Wilkinson does make one point that I am willing to concede: that a lack of belief in purpose can have detrimental individual and social effects. But Wilkinson goes beyond that, arguing that instilling a sense of purpose in biology itself might help his psychiatric patients combat depression. And yet, he doesn’t really grapple with what the word purpose means; nor, for that matter, does he give concepts as integral as meaning, transcendence, and enchantment enough attention. Regardless, the importance of purpose doesn’t further his argument that biology actually is divinely programmed.
The word “imply” in Wilkinson’s subtitle (“What Evolution and Human Nature Imply”) does all the heavy lifting on behalf of his thesis that evolution was simply God’s plan. Evolution might imply a divine plan to the author, but it hardly confirms, proves, or establishes the existence of God in any recognizably objective, empirical, scientific sense. In his 1802 book Natural Theology or Evidences of the Existence and Attributes of the Deity, the Christian philosopher William Paley made the case for the “Watchmaker God,” which has since suffered some 200 years of convincing arguments against its validity. Wilkinson’s argument bears more than a passing similarity to Paley’s. So it’s not that Purpose rests on shaky science—it’s built on anemic theology and pedestrian philosophy.
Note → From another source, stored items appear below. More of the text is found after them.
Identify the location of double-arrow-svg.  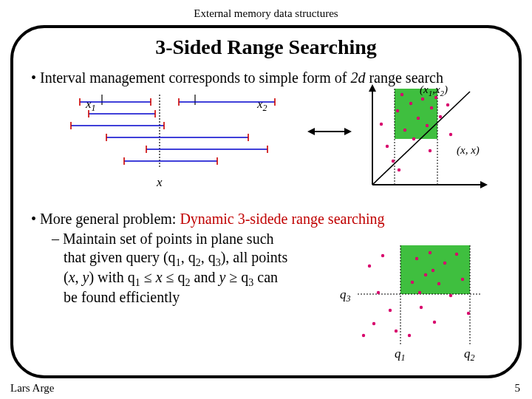
(330, 132).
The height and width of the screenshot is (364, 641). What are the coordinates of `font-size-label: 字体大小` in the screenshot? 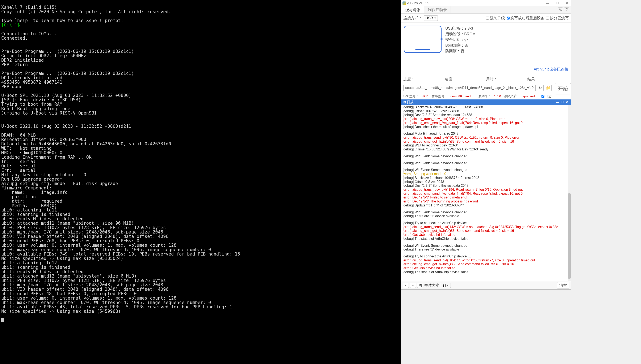 It's located at (432, 285).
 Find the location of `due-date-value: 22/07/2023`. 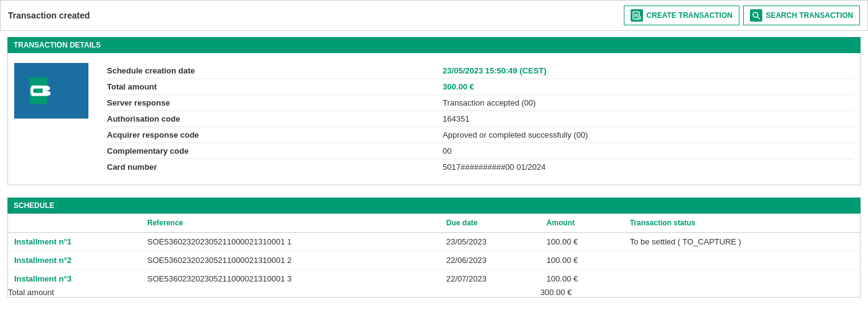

Consider what it means to posit, as Wilkinson does, that evolution, indeed the entire universe, is guided toward some coherent design. Something, then, is doing the guiding. If it is a divine being, then that divine being must either make the rules or follow the rules when it sets nature in motion. If he is simply following the rules, is this really any different than the way physics constrains what an engineer can build? Such a deity would differ not in kind but only in degree. He’s just us, but bigger, and it’s questionable whether that kind of god deserves genuflection—even whether such a being is really even God at all. Such a being is closer to what the 19th-century poet William Blake mocked as “Nobodaddy” rather than the sublime Ground of Being.
Of course, it’s entirely possible that Wilkinson’s right—that some divine being is guiding evolution—but if he is, it cannot be scientifically proven. Rather than following just the evidence, he’s selecting agreeable facts to fit his faith.
Purpose and meaning—how we understand what we’re living for—are among the most important issues that we must grapple with, but the teleological arguments Wilkinson recycles and dresses up with recent findings in biology and psychology don’t equip us to better take on that challenge.